SIR, —Mr P. J. Middleton (September 30) says: 'We still permit
men to teach boys who have never been sent to a proper training establishment.' J. F. Rox- burgh, Stowe's first headmaster, would say Mr Middleton had begged a big question. (I assume that his 'who' refers to the 'men' not the 'boys'—as it does by sense if not by grammar.) I served as a master under Roxburgh for ten years, and he told me he would never appoint any master with a teacher's certificate because while a master without one would have to serve two years before he bad become worth his salary to the school even with the advantage of knowing he knew nothing, a certi- ficated master would take three or four years to become worth having, because he would have been robbed of the advantage of knowing his ignorance.
In my first headmastership I tried in my first term to appoint a foreign-trained physical education teacher without a teacher's certificate. An angry governor fixed me with a glare and said: `Do you really mean to say you want us to appoint an un- trained teacher to OUR school?' I replied : 'You yourselves appointed an untrained teacher to be your headmaster last summer; and, incidentally, the head- master of Eton is an untrained teacher.' There was complete silence. My appointee has done well.
I am not saying the teacher's training course is useless; only that the matter is a good deal less simple than Mr Middleton seems to think.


Work task →
Scan the entries for lines with the word "tolerance", then copy those lines.

Raw data →
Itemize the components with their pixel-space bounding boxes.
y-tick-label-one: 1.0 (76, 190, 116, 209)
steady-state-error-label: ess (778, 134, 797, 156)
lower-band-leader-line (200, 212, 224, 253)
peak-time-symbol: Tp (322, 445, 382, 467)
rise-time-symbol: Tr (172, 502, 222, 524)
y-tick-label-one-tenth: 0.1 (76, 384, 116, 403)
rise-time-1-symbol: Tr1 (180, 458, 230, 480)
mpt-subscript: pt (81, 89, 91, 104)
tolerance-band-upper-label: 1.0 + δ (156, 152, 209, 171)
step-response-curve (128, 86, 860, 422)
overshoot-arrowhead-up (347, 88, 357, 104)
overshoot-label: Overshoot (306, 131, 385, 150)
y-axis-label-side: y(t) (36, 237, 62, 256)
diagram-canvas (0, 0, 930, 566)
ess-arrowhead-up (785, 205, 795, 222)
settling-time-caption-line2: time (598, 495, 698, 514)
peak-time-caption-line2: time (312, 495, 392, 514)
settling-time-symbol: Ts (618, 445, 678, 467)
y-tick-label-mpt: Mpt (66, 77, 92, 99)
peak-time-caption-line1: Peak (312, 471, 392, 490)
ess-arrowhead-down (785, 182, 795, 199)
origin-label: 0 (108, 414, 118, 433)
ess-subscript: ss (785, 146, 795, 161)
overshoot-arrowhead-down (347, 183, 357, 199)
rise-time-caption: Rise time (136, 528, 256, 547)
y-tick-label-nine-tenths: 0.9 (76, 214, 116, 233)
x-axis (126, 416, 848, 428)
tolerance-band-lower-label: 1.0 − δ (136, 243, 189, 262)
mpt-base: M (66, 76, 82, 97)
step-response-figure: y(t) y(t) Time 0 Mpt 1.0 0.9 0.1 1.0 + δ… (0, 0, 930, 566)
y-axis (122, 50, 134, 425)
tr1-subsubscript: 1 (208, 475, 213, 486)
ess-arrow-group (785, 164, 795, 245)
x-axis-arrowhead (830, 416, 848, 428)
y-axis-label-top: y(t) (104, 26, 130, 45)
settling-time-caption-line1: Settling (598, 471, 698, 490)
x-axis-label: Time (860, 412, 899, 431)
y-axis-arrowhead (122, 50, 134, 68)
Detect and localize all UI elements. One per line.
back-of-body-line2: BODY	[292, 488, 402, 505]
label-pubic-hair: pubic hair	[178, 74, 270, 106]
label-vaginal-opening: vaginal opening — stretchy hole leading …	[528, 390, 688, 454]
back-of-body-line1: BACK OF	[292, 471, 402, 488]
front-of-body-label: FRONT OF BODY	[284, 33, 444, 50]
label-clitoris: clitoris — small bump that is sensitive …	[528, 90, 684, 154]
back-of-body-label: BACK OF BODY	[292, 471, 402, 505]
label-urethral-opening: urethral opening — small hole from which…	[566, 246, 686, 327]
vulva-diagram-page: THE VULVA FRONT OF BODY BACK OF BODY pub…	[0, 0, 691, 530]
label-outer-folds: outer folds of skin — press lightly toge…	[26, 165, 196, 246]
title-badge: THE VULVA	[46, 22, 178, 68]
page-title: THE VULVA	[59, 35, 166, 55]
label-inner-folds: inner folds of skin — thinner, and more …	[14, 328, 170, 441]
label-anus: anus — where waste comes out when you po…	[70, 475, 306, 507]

Output for this task →
tolerance-band-upper-label: 1.0 + δ (156, 152, 209, 171)
tolerance-band-lower-label: 1.0 − δ (136, 243, 189, 262)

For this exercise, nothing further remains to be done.